AgentGraph: Towards Universal Dialogue Management with Structured Deep Reinforcement Learning
Chen, Lu, Chen, Zhi, Tan, Bowen, Long, Sishan, Gasic, Milica, Yu, Kai
Dialogue policy plays an important role in task-oriented spoken dialogue systems. It determines how to respond to users. The recently proposed deep reinforcement learning (DRL) approaches have been used for policy optimization. However, these deep models are still challenging for two reasons: 1) Many DRL-based policies are not sample-efficient. 2) Most models don't have the capability of policy transfer between different domains. In this paper, we propose a universal framework, AgentGraph, to tackle these two problems. The proposed AgentGraph is the combination of GNN-based architecture and DRL-based algorithm. It can be regarded as one of the multi-agent reinforcement learning approaches. Each agent corresponds to a node in a graph, which is defined according to the dialogue domain ontology. When making a decision, each agent can communicate with its neighbors on the graph. Under AgentGraph framework, we further propose Dual GNN-based dialogue policy, which implicitly decomposes the decision in each turn into a high-level global decision and a low-level local decision. Experiments show that AgentGraph models significantly outperform traditional reinforcement learning approaches on most of the 18 tasks of the PyDial benchmark. Moreover, when transferred from the source task to a target task, these models not only have acceptable initial performance but also converge much faster on the target task.
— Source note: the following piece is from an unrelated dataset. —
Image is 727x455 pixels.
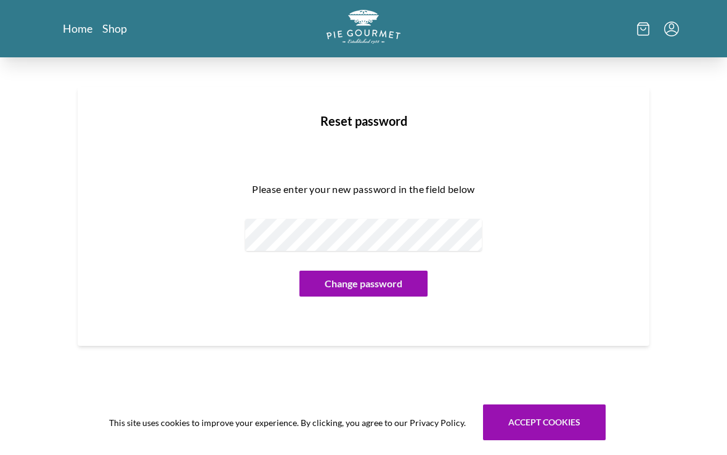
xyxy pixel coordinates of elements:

Relational Representation Learning for Dynamic (Knowledge) Graphs: A Survey
Kazemi, Seyed Mehran, Goel, Rishab, Jain, Kshitij, Kobyzev, Ivan, Sethi, Akshay, Forsyth, Peter, Poupart, Pascal
Graphs arise naturally in many real-world applications including social networks, recommender systems, ontologies, biology, and computational finance. Traditionally, machine learning models for graphs have been mostly designed for static graphs. However, many applications involve evolving graphs. This introduces important challenges for learning and inference since nodes, attributes, and edges change over time. In this survey, we review the recent advances in representation learning for dynamic graphs, including dynamic knowledge graphs. We describe existing models from an encoder-decoder perspective, categorize these encoders and decoders based on the techniques they employ, and analyze the approaches in each category. We also review several prominent applications and widely used datasets, and highlight directions for future research.